Special-needs scholarships under fire again

"A group of 12 Oklahomans filed a lawsuit in state court Tuesday challenging the constitutionality of a law that allows the use of public funds to send special-needs students to private schools," Kim Archer reports for the Tulsa World. The petition is here.

State Rep. Jason Nelson tells the Tulsa World:
I first heard about the lawsuit against the Lindsey Nicole Henry Scholarship Program from a parent late this afternoon who is concerned about what will happen to her child now.

The lawsuit appears to be a regurgitation of the lawsuit filed by Jenks and Union Public Schools that was tossed out by the Oklahoma Supreme Court just last fall.

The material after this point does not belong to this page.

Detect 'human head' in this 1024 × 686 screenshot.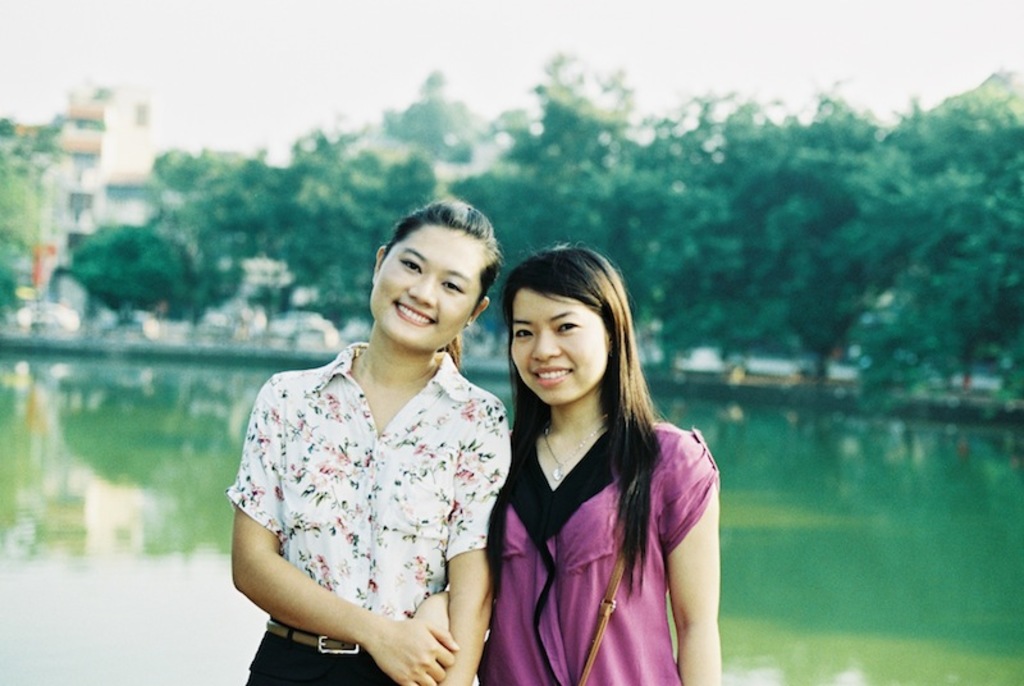
Detection: [366,198,507,348].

This lawsuit comes on the heels of a lawsuit filed by President Obama's administration against a similar law in Louisiana.

The opposition here and in the Louisiana case appears to be about an ideological hostility to the rights of parents to direct the education of their children -- not about legitimate legal concerns.

This is clear in the lawsuit filed today. The lead plaintiff is employed by a private religiously affiliated university that was allocated more than $380,000 in state funds through the Oklahoma Tuition Equalization Grant program (OTEG) for the current academic year. OTEG is virtually identical to the Henry Scholarship. The lead plaintiff hasn't challenged the OTEG law that he benefits from but is challenging the Henry Scholarship. I would be embarrassed.

There are many state programs that do exactly what the plaintiffs here claim is unconstitutional. The plaintiffs simply can't see that this is not about funding institutions but about ensuring children get the best education possible regardless of where they get that education.

I look forward to working with Supt. Barresi, Attorney General Pruitt and other supporters to vigorously defend the law.

The Lindsey Nicole Henry Scholarship Program is a constitutional, common-sense law that benefits the students using the program, the public school system, and the taxpayers. I'm confident the law will ultimately be upheld.